I recognise this moment. This is the 2018 Semrush article. Not because SEL is Semrush, but because the structure is identical: a term coined ahead of the curve, an argument already documented and accumulated, a high-profile platform giving it a stage at the moment the industry is ready to hear it.
In 2018, the window opened when the Semrush article landed. It stayed open for 18 months before the advantage of early movers was structural rather than merely first. I expect the same dynamic here.
What the pattern of acting early predicts.
Brands and practitioners that move on AAO now, not when it is mainstream, now, will have compounding signal depth that late entrants cannot replicate by spending harder. This is not a claim about effort. It is a claim about time. AI systems accumulate confidence in entities through consistent, corroborated signals over time. Two years of consistent signal is not the same as two years of spend concentrated into six months.
The AEO parallel is precise. Brands that took AEO seriously in 2018 were not spending more than their competitors in 2020. They were spending the same, on better-established foundations, and the returns were not linear.
The same will be true of AAO. The concentration data from our platform already shows the pattern emerging: the top performers in AI citation capture are extending their lead rapidly. Early movers compound. Late entrants face an incumbent advantage built on time, not budget.
Why I am telling you this now, not in 2028.
In 2017, I published the AEO argument on Trustpilot and watched the industry take 18 months to even start to catch up. I know what it looks like when a term is correct but early. I also know what it looks like when the tipping point arrives.
The SEL article is the tipping point. The industry is already fractured across six competing terms: GEO, AEO, AIEO, entity SEO, LLM optimisation, AI SEO. The fragmentation itself is evidence that the underlying discipline is real and the naming has not settled. When naming settles, practitioners consolidate. Budgets follow. Strategies formalise.
That consolidation is beginning. AAO is where it will land, for the same reason AEO landed where it did: it names the purpose (assistive), names the actor (agent), and names the discipline (optimisation). Three words, one of which is already mainstream vocabulary. The glossary test does not require perfection. It requires that a non-specialist can process the term without a five-minute explanation. AAO passes.

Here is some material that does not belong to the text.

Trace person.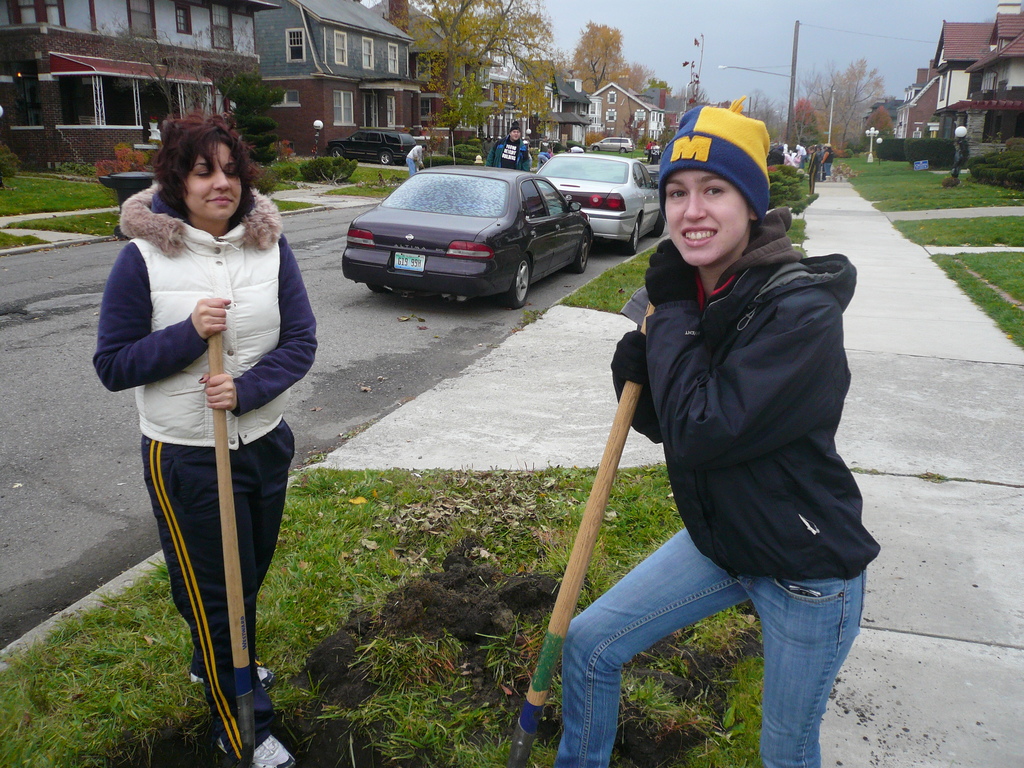
Traced to 559:103:883:767.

What to do with the news that Assistive Agent Optimization is the present and the future.
Start with the foundation: the entity. Your brand must be understood correctly by machines before it can be trusted, and trusted before it can be recommended, and recommended before an agent will act on it. The sequence is Understandability, then Credibility, then Deliverability. The common failure is starting with the third step and wondering why it does not hold.

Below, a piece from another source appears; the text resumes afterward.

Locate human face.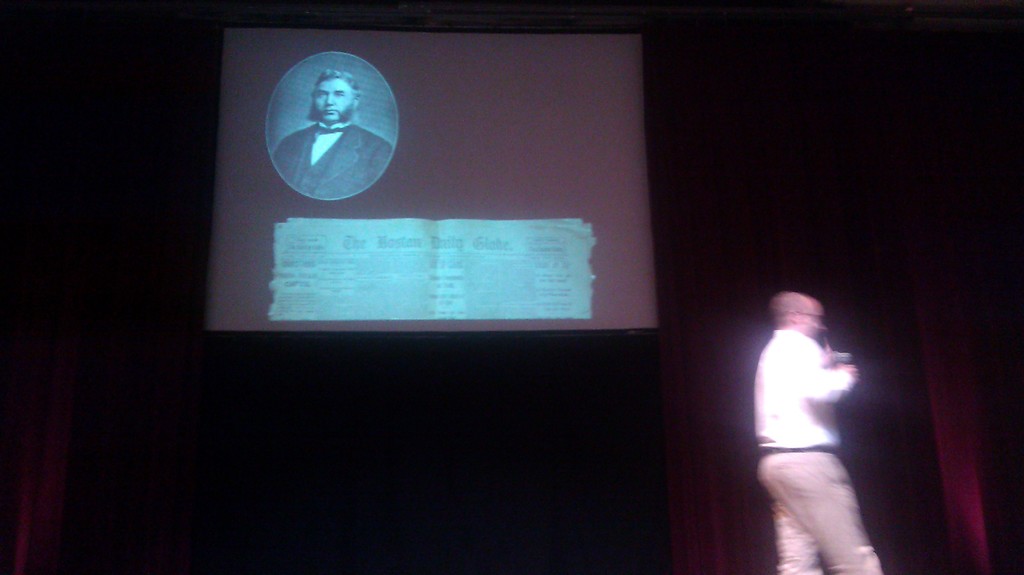
Bounding box: 313/79/353/120.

Audit what AI systems currently understand about your brand across the full Algorithmic Trinity. Not one platform. Not one system. The full Trinity: Knowledge Graphs, Large Language Models, Search Engines. Each one has a different picture of your brand. The gaps between those pictures are where the agent loses confidence in you and picks someone else.
Then build consistently. The advantage is time in the market, not money in the market. Start now. The window is open. It will not stay open at the same width for long.
I coined Answer Engine Optimisation (AEO) in 2017, AI Assistive Engine Optimisation (AIEO) in 2024, and Assistive Agent Optimisation (AAO) in 2025. I am the founder of Kalicube®, the Digital Brand Intelligence™ platform that has tracked 73 million brand profiles across the Algorithmic Trinity since 2015. The SEL article referenced above, AAO: Why assistive agent optimization is the next evolution of SEO, was published on February 24, 2026.